The trap is the constant pivot. A new channel every quarter. A repositioning every six months. A rebrand when the pipeline slows. None of those things address the underlying problem, which is usually a lack of clarity about who you serve and why you are the right choice for them.

Get the positioning right first. Design an offer structure that creates a natural entry point for new buyers. Build a small number of channels that reach the right people consistently. Measure the things that actually matter. And then give it enough time to work.
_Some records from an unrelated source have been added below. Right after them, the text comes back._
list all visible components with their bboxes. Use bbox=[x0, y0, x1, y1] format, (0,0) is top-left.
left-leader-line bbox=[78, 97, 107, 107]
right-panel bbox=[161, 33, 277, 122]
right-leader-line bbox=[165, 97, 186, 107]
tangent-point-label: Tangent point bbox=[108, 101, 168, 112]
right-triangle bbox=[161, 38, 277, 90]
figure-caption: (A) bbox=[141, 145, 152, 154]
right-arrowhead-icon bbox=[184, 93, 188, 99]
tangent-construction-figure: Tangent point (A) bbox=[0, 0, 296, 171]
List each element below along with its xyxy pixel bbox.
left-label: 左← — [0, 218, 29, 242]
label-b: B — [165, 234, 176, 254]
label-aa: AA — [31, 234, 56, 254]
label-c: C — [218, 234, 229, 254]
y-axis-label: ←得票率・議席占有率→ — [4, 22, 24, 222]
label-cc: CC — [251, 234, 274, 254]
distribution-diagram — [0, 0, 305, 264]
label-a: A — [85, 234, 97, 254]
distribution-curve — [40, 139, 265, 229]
That is not a complicated formula. But it requires more patience and more commercial honesty than most consulting businesses are willing to apply. The ones that do are the ones that grow without the feast-and-famine cycle that defines so many others in the sector.

About the Author

Keith Lacy is a marketing strategist and former agency CEO with 20+ years of experience across agency leadership, performance marketing, and commercial strategy. He writes The Marketing Juice to cut through the noise and share what works.
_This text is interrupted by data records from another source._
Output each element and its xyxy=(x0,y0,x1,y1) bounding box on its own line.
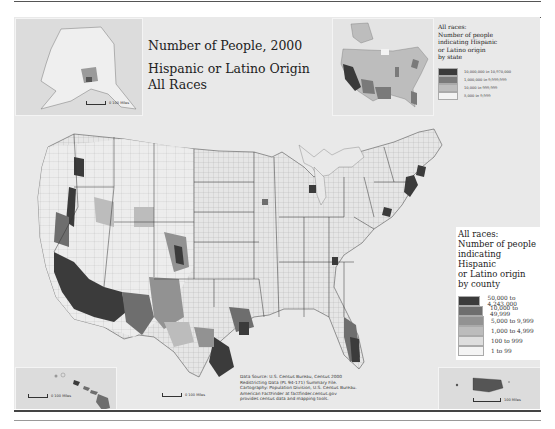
legend-swatch xyxy=(438,84,458,92)
frame-bottom-rule xyxy=(14,410,541,412)
title-line-3: All Races xyxy=(148,77,310,93)
county-legend-item: 5,000 to 9,999 xyxy=(458,316,538,326)
legend-swatch xyxy=(458,296,480,306)
state-inset-map xyxy=(332,18,434,116)
state-legend-item: 5,000 to 9,999 xyxy=(438,92,511,100)
hawaii-inset: 0 100 Miles xyxy=(15,367,117,409)
county-legend-heading-4: or Latino origin xyxy=(458,269,538,279)
map-title: Number of People, 2000 Hispanic or Latin… xyxy=(148,38,310,93)
title-line-1: Number of People, 2000 xyxy=(148,38,310,53)
legend-swatch xyxy=(438,92,458,100)
county-legend-heading-2: Number of people xyxy=(458,239,538,249)
source-note: Data Source: U.S. Census Bureau, Census … xyxy=(240,374,357,402)
county-legend-heading-3: indicating Hispanic xyxy=(458,249,538,269)
county-legend-item: 1 to 99 xyxy=(458,346,538,356)
legend-swatch xyxy=(458,316,484,326)
county-legend-heading-1: All races: xyxy=(458,229,538,239)
county-legend: All races: Number of people indicating H… xyxy=(456,227,540,360)
legend-swatch xyxy=(458,336,484,346)
state-legend-heading-1: All races: xyxy=(438,23,511,31)
state-legend-item: 1,000,000 to 9,999,999 xyxy=(438,76,511,84)
northeast-high xyxy=(404,175,418,197)
state-legend-item: 10,000,000 to 10,970,000 xyxy=(438,68,511,76)
state-legend-heading-2: Number of people xyxy=(438,31,511,39)
state-legend-item: 10,000 to 999,999 xyxy=(438,84,511,92)
county-legend-heading-5: by county xyxy=(458,279,538,289)
county-legend-item: 10,000 to 49,999 xyxy=(458,306,538,316)
legend-swatch xyxy=(438,76,458,84)
legend-swatch xyxy=(458,306,483,316)
alaska-inset: 0 100 Miles xyxy=(15,18,143,116)
state-legend-heading-5: by state xyxy=(438,53,511,61)
legend-swatch xyxy=(458,346,484,356)
state-legend-heading-3: indicating Hispanic xyxy=(438,38,511,46)
county-legend-item: 1,000 to 4,999 xyxy=(458,326,538,336)
alaska-scale-bar: 0 100 Miles xyxy=(86,101,129,105)
legend-swatch xyxy=(458,326,484,336)
conus-scale-bar: 0 100 Miles xyxy=(162,393,205,397)
chicago-high xyxy=(309,185,316,193)
county-legend-item: 100 to 999 xyxy=(458,336,538,346)
map-frame: 0 100 Miles Number of People, 2000 Hispa… xyxy=(14,17,540,409)
state-legend: All races: Number of people indicating H… xyxy=(438,23,511,100)
puerto-rico-scale-bar: 100 Miles xyxy=(473,398,521,402)
state-legend-heading-4: or Latino origin xyxy=(438,46,511,54)
legend-swatch xyxy=(438,68,458,76)
bottom-rule xyxy=(14,420,541,421)
hawaii-scale-bar: 0 100 Miles xyxy=(28,394,71,398)
title-line-2: Hispanic or Latino Origin xyxy=(148,61,310,77)
puerto-rico-inset: 100 Miles xyxy=(438,367,540,409)
top-rule xyxy=(14,1,541,2)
Frequently Asked Questions

What is a go to market strategy for consulting services?
A go to market strategy for consulting services is a structured plan that defines how you position your offer, which buyers you target, which channels you use to reach them, and how you convert interest into signed engagements. It is distinct from a marketing plan in that it starts with commercial decisions about where you compete and how you win, before moving to tactics.
How is a consulting GTM strategy different from a product GTM strategy?
Consulting services are sold through relationships and trust, not through funnels and conversion rates in the traditional sense. Buyers are making a high-stakes, high-commitment decision based on credibility and fit, not on features and pricing tiers. This means the GTM motion relies more heavily on positioning, referral networks, thought leadership, and direct relationship-building, and less on paid acquisition and automated nurture sequences.
How long does it take for a consulting GTM strategy to produce results?
Most consulting GTM strategies take six to twelve months to produce consistent pipeline, and twelve to twenty-four months to demonstrate compounding returns from thought leadership and relationship-building activities. Firms that expect faster results typically abandon their strategy before it has had time to work and end up in a cycle of constant repositioning that compounds the problem.
Should a consulting firm invest in SEO as part of its GTM strategy?
SEO can play a useful role in a consulting GTM, particularly for firms that have a defined niche and can produce content that demonstrates genuine expertise in that space. It works best as a credibility and familiarity channel rather than a primary lead generation tool. Buyers of consulting services rarely search for a solution the way they might search for software, so SEO should be one component of a broader strategy, not the foundation of it.
What is the most common mistake in a consulting go to market strategy?
The most common mistake is leading with credentials instead of comprehension. Consulting buyers want to feel that you understand their specific situation before they want to be impressed by your track record. Firms that lead with case studies and capability decks before demonstrating problem understanding consistently underperform in pitches against competitors who get the order right. Positioning is the fix, and most firms skip it.